Auto-matched from this product's measurements (ingredients, life stage, calorie density) to a breed archetype. Not a substitute for vet input on your specific dog.

Research informing this analysis

Methodology

The Sniff System grades this product against 3 cited studies relevant to its profile. Each link opens the original source.

  • FDA, 2022
    cardiac · epidemiology · breed predisposition· cited in 5 claims
  • FDA, 2019
    diet composition· cited in 2 claims
  • NRC, 2006
    nutrient bioavailability

Every claim on Sniff traces to a source. If you find a citation that's wrong, outdated, or misapplied, tell us.

Why this score

At 64/100, this formula lands in solid B territory. The lift comes from protein quality, worth 23.5 points to the final number: Strong protein profile with chicken as the primary ingredient, delivering high biological value. Where it lost ground: controversial-ingredient penalty, costing 5 points. Contains guar gum. Emerging microbiome data on emulsifiers; no canine clinical evidence. Minor penalty in canned food. The path to A-tier is about 11 points; controversial-ingredient penalty is the structural lever.

What lifted the score

Strong protein profile with chicken as the primary ingredient, delivering high biological value.

PQI

Quality carbohydrate sources with fermentable fiber.

CQI

Includes egg, named fish, or organ meat for diverse high-bioavailability protein.

STACK
What pulled it down

Contains guar gum. Emerging microbiome data on emulsifiers; no canine clinical evidence. Minor penalty in canned food..

CIP
What sets this apart
  • Lowest fat quality in Chicken Soup for the Soul's lineup (6/16)
  • Top 4% for DMB fat in Chicken Soup for the Soul's lineup (31.8%)
  • Bottom quartile for crude fiber in Chicken Soup for the Soul's lineup (4.5% DMB)

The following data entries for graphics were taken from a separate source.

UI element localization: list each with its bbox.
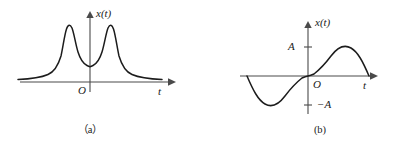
figure-root: x(t) O t （a） x(t) A −A O t (0, 0, 399, 148)
panel-a-y-axis (86, 11, 93, 92)
panel-b-amplitude-label: A (288, 41, 295, 52)
panel-b-x-axis-label: t (363, 80, 366, 91)
panel-a-origin-label: O (78, 85, 86, 96)
panel-a-caption: （a） (70, 125, 110, 136)
panel-a-y-axis-label: x(t) (96, 8, 111, 19)
panel-a-x-axis-label: t (158, 86, 161, 97)
panel-b-negative-amplitude-label: −A (317, 99, 331, 110)
panel-b-origin-label: O (313, 79, 321, 90)
panel-b-y-axis-label: x(t) (315, 17, 330, 28)
panel-b: x(t) A −A O t (b) (200, 0, 399, 148)
panel-b-caption: (b) (300, 125, 340, 136)
panel-b-y-axis (304, 21, 311, 114)
panel-a: x(t) O t （a） (0, 0, 200, 148)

Computed against the rest of our catalog. Percentiles refresh on each catalog update.

Similar dog foods worth considering

Three lenses on products with formulation profiles similar to this one.

Surfaced from a vector similarity search across 3,491 scored dog foods. How this works.

Guaranteed analysis
Dry-matter protein: 36%
Protein
8%
min (as fed)
Fat
7%
min (as fed)
Fiber
1%
max (as fed)
Moisture
78%
max

Wet and fresh foods contain more water than kibble (typically 65-78%). On a dry-matter basis, this food's protein content is roughly 36%, comparable to premium kibble (typically 30-45% DMB protein).

Ingredients

Read why each ingredient is good or bad for dogs.

43 total
Good Neutral Watch Flagged
  1. 1
    chicken

    Real meat. Primary protein source, with the amino acid profile dogs actually evolved to eat.

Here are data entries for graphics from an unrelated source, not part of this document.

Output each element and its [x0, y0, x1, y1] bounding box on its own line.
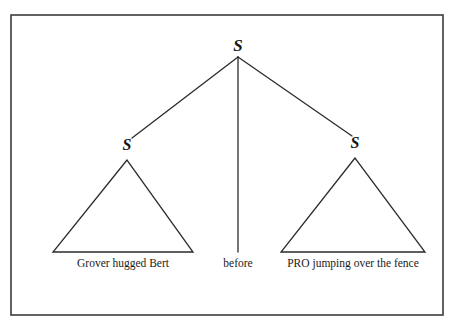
- terminal-left-clause: Grover hugged Bert: [77, 258, 169, 270]
- node-label-right-s: S: [351, 135, 360, 151]
- terminal-middle-conjunction: before: [223, 258, 252, 270]
- tree-drawing-canvas: [0, 0, 458, 326]
- syntax-tree-figure: S S S Grover hugged Bert before PRO jump…: [0, 0, 458, 326]
- node-label-root-s: S: [233, 37, 242, 54]
- figure-frame: [11, 15, 443, 315]
- terminal-right-clause: PRO jumping over the fence: [287, 258, 419, 270]
- node-label-left-s: S: [123, 137, 132, 153]
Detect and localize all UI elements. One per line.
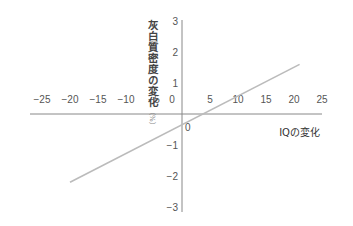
- x-tick-label: 0: [169, 94, 175, 105]
- x-tick-label: −20: [62, 94, 79, 105]
- chart-canvas: −25−20−15−10−55101520250 321−1−2−3 0 IQの…: [0, 0, 353, 226]
- y-tick-label: 1: [172, 78, 178, 89]
- y-tick-label: 2: [172, 47, 178, 58]
- regression-line: [70, 64, 300, 182]
- x-tick-label: 20: [288, 94, 300, 105]
- x-tick-label: 5: [207, 94, 213, 105]
- y-tick-label: −1: [167, 140, 179, 151]
- y-axis-unit: （%）: [148, 108, 156, 129]
- x-tick-label: −15: [90, 94, 107, 105]
- y-axis-label: 灰白質密度の変化（%）: [144, 20, 158, 129]
- data-series: [70, 64, 300, 182]
- y-tick-label: 3: [172, 16, 178, 27]
- y-tick-label: −2: [167, 171, 179, 182]
- x-tick-label: −10: [118, 94, 135, 105]
- x-tick-label: −25: [34, 94, 51, 105]
- x-tick-labels: −25−20−15−10−55101520250: [34, 94, 328, 105]
- x-tick-label: 15: [260, 94, 272, 105]
- x-axis-label: IQの変化: [279, 126, 320, 138]
- y-tick-label: −3: [167, 202, 179, 213]
- x-tick-label: 25: [316, 94, 328, 105]
- y-axis-label-text: 灰白質密度の変化: [146, 20, 158, 108]
- origin-label: 0: [185, 122, 191, 133]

    Position 1: primary protein source. After cooking removes water, this may drop in proportional weight, but it anchors the recipe.

  2. 2
    turkey

    Real meat. Lean protein, good amino acid profile, often well-tolerated by dogs sensitive to chicken.

    Position 2: co-primary protein. Two named animal proteins in the top 2 is a strong protein build.

  3. 3
    chicken broth

    Real broth, adds flavor and moisture. Negligible nutrition on its own but tells you the recipe leans on real meat.

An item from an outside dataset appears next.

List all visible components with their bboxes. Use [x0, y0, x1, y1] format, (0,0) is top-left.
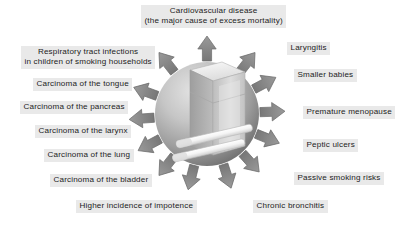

    Position 3: significant protein contributor. Adds amino-acid diversity to the top of the deck.

  4. 4
    turkey broth

    Real broth from named meat. Adds flavor and moisture, signals a recipe that leans on real meat.

    Position 4: significant protein contributor. Adds amino-acid diversity to the top of the deck.

  5. 5
    duck

    Real meat. Often used as a novel protein for dogs with sensitivities to chicken or beef.

    Position 5: significant protein contributor. Adds amino-acid diversity to the top of the deck.

  6. 6
    salmon

    Real fish meat. Natural source of omega-3s, which kibble usually has to add back from oil.

    Position 6: supporting protein. Modest contribution to total protein weight.

  7. 7
    chicken liver

    Organ meat. Dense in protein, iron, vitamin A, and the B vitamins. Among the most nutrient-rich ingredients a dog can eat.

    Position 7. Functional organ inclusion. Adds amino acids and micronutrients even at smaller weight.

  8. 8
    carrots

    Real vegetable. Fiber, beta-carotene, and a small amount of antioxidant value.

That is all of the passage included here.